As I stand on the doorstep of my home in Inge Street I can look across the road and see the door of Number One Inge Street. This is where the Holyoake Family lived. The son, George, was born in 1817 so he was 25 years old when I was born, but he had already moved away, having married Eleanor.
He was well educated, having attended what was called a “dame school”. He had been taught to be a tinsmith, by his father who seemed to have his own business. At eighteen he began attending lectures at the Birmingham Mechanics’ Institute, where he discovered the socialist writings of Robert Owen and eventually became an assistant lecturer. George had radical views that he probably got from his mother and although he wanted to be a teacher he was prevented from doing so because he was a self-proclaimed socialist, at the time when this was frowned upon.

In 1842, Holyoake became the last person in Britain to be convicted for blasphemy in a public lecture, held in Cheltenham. He underwent six months’ imprisonment
George went on to become a leading light in the Co-operative movement and he also campaigned for the removal of the “newspaper tax” which was perceived as a “tax on knowledge”.
He also coined the term “jingoism” in a letter to the Daily News in 1878, referring to the patriotic song “By Jingo” by G. W. Hunt. He died at the age of 89.
When he was in his 70s he cast his mind back to the scene that greeted him each day as a teenager when he stepped onto the pavement in Inge Street and looked to his left across Hurst Street.
This is what he wrote:
“Before our door where I was born stood, on the opposite side, a considerable clump of well-grown trees, amid which was a hatter’s working shop.
On the adjacent corner of Hurst Street stood the Fox Tavern, as it stands now; but then the sign has been newly painted by a one-armed, short, quick-stepping, nervous-faced, dapper artist; and a very wonderful fox it seemed to me ……
Below the Fox Tavern was a ‘Green’; at the bottom was a garden belonging to a house with a gateway where one of my father’s sisters lived. The garden fence was not a dead wall, but a low wood paling, through which the children could see the flowers in the garden. From the end of Inge Street the trees of the parsonage ground made a small wood before us, and apparently in their midst, but really beyond them arose the spire of the ‘Old Church’, as we called St Martin’s.
On summer afternoons and moonlight nights the church spire, rising above the nestling trees, presented an aspect of a verdant village church in the midst of the busy workshop town.
Down through the ‘Green” the way led to Lady Well Walk, where more gardens lay and the well was wide clear and deep.”
By the time this was written much of what George Holyoake remembered had gone, to be replaced by more courts of small houses, shops and factories. With the exception, of course, of the Fox Tavern (thank goodness) and the spire of St Martins.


WHAT THIS TASK INVOLVES: Omitting the pictures, restate all of the entries below exactly.

Records from a collection of figures
------
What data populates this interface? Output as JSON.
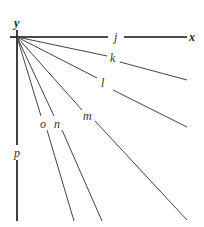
{
  "diagram": {
    "origin": [
      17,
      37
    ],
    "axes": {
      "x": {
        "label": "x",
        "end": [
          187,
          37
        ]
      },
      "y": {
        "label": "y",
        "end": [
          17,
          221
        ]
      }
    },
    "rays": [
      {
        "label": "j",
        "end": [
          187,
          37
        ]
      },
      {
        "label": "k",
        "end": [
          187,
          80
        ]
      },
      {
        "label": "l",
        "end": [
          187,
          127
        ]
      },
      {
        "label": "m",
        "end": [
          187,
          220
        ]
      },
      {
        "label": "n",
        "end": [
          102,
          221
        ]
      },
      {
        "label": "o",
        "end": [
          74,
          221
        ]
      },
      {
        "label": "p",
        "end": [
          17,
          221
        ]
      }
    ],
    "colors": {
      "axis": "#111111",
      "ray": "#444444",
      "label": "#333333"
    }
  }
}
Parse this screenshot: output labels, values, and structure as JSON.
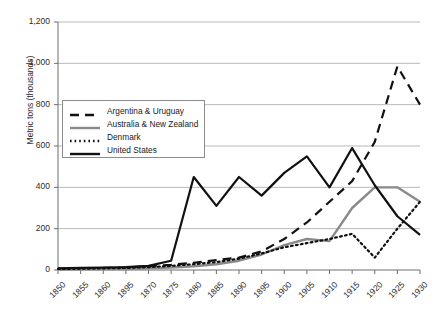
{
  "chart_data": {
    "type": "line",
    "title": "",
    "xlabel": "",
    "ylabel": "Metric tons (thousands)",
    "ylim": [
      0,
      1200
    ],
    "ytick_labels": [
      "0",
      "200",
      "400",
      "600",
      "800",
      "1,000",
      "1,200"
    ],
    "ytick_values": [
      0,
      200,
      400,
      600,
      800,
      1000,
      1200
    ],
    "grid": "horizontal",
    "legend_position": "upper-left-inside",
    "categories": [
      "1850",
      "1855",
      "1860",
      "1895",
      "1870",
      "1875",
      "1880",
      "1885",
      "1890",
      "1895",
      "1900",
      "1905",
      "1910",
      "1915",
      "1920",
      "1925",
      "1930"
    ],
    "x": [
      1850,
      1855,
      1860,
      1865,
      1870,
      1875,
      1880,
      1885,
      1890,
      1895,
      1900,
      1905,
      1910,
      1915,
      1920,
      1925,
      1930
    ],
    "series": [
      {
        "name": "Argentina & Uruguay",
        "style": "dashed",
        "color": "#111111",
        "values": [
          5,
          8,
          10,
          12,
          18,
          25,
          35,
          48,
          60,
          90,
          150,
          230,
          330,
          430,
          620,
          985,
          800
        ]
      },
      {
        "name": "Australia & New Zealand",
        "style": "solid-gray",
        "color": "#8a8a8a",
        "values": [
          2,
          3,
          4,
          5,
          8,
          12,
          18,
          28,
          45,
          75,
          120,
          150,
          140,
          300,
          400,
          400,
          330
        ]
      },
      {
        "name": "Denmark",
        "style": "dotted",
        "color": "#111111",
        "values": [
          5,
          6,
          8,
          10,
          14,
          20,
          28,
          38,
          55,
          80,
          110,
          130,
          150,
          175,
          60,
          200,
          330
        ]
      },
      {
        "name": "United States",
        "style": "solid-black",
        "color": "#111111",
        "values": [
          8,
          10,
          12,
          14,
          20,
          45,
          450,
          310,
          450,
          360,
          470,
          550,
          400,
          590,
          410,
          260,
          170
        ]
      }
    ]
  },
  "legend": {
    "items": [
      {
        "label": "Argentina & Uruguay"
      },
      {
        "label": "Australia & New Zealand"
      },
      {
        "label": "Denmark"
      },
      {
        "label": "United States"
      }
    ]
  }
}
------
TASK SOLUTION:
What data populates this interface? Output as JSON.
{
  "diagram": {
    "origin": [
      17,
      37
    ],
    "axes": {
      "x": {
        "label": "x",
        "end": [
          187,
          37
        ]
      },
      "y": {
        "label": "y",
        "end": [
          17,
          221
        ]
      }
    },
    "rays": [
      {
        "label": "j",
        "end": [
          187,
          37
        ]
      },
      {
        "label": "k",
        "end": [
          187,
          80
        ]
      },
      {
        "label": "l",
        "end": [
          187,
          127
        ]
      },
      {
        "label": "m",
        "end": [
          187,
          220
        ]
      },
      {
        "label": "n",
        "end": [
          102,
          221
        ]
      },
      {
        "label": "o",
        "end": [
          74,
          221
        ]
      },
      {
        "label": "p",
        "end": [
          17,
          221
        ]
      }
    ],
    "colors": {
      "axis": "#111111",
      "ray": "#444444",
      "label": "#333333"
    }
  }
}
Parse this screenshot: output labels, values, and structure as JSON.
{
  "chart_data": {
    "type": "line",
    "title": "",
    "xlabel": "",
    "ylabel": "Metric tons (thousands)",
    "ylim": [
      0,
      1200
    ],
    "ytick_labels": [
      "0",
      "200",
      "400",
      "600",
      "800",
      "1,000",
      "1,200"
    ],
    "ytick_values": [
      0,
      200,
      400,
      600,
      800,
      1000,
      1200
    ],
    "grid": "horizontal",
    "legend_position": "upper-left-inside",
    "categories": [
      "1850",
      "1855",
      "1860",
      "1895",
      "1870",
      "1875",
      "1880",
      "1885",
      "1890",
      "1895",
      "1900",
      "1905",
      "1910",
      "1915",
      "1920",
      "1925",
      "1930"
    ],
    "x": [
      1850,
      1855,
      1860,
      1865,
      1870,
      1875,
      1880,
      1885,
      1890,
      1895,
      1900,
      1905,
      1910,
      1915,
      1920,
      1925,
      1930
    ],
    "series": [
      {
        "name": "Argentina & Uruguay",
        "style": "dashed",
        "color": "#111111",
        "values": [
          5,
          8,
          10,
          12,
          18,
          25,
          35,
          48,
          60,
          90,
          150,
          230,
          330,
          430,
          620,
          985,
          800
        ]
      },
      {
        "name": "Australia & New Zealand",
        "style": "solid-gray",
        "color": "#8a8a8a",
        "values": [
          2,
          3,
          4,
          5,
          8,
          12,
          18,
          28,
          45,
          75,
          120,
          150,
          140,
          300,
          400,
          400,
          330
        ]
      },
      {
        "name": "Denmark",
        "style": "dotted",
        "color": "#111111",
        "values": [
          5,
          6,
          8,
          10,
          14,
          20,
          28,
          38,
          55,
          80,
          110,
          130,
          150,
          175,
          60,
          200,
          330
        ]
      },
      {
        "name": "United States",
        "style": "solid-black",
        "color": "#111111",
        "values": [
          8,
          10,
          12,
          14,
          20,
          45,
          450,
          310,
          450,
          360,
          470,
          550,
          400,
          590,
          410,
          260,
          170
        ]
      }
    ]
  },
  "legend": {
    "items": [
      {
        "label": "Argentina & Uruguay"
      },
      {
        "label": "Australia & New Zealand"
      },
      {
        "label": "Denmark"
      },
      {
        "label": "United States"
      }
    ]
  }
}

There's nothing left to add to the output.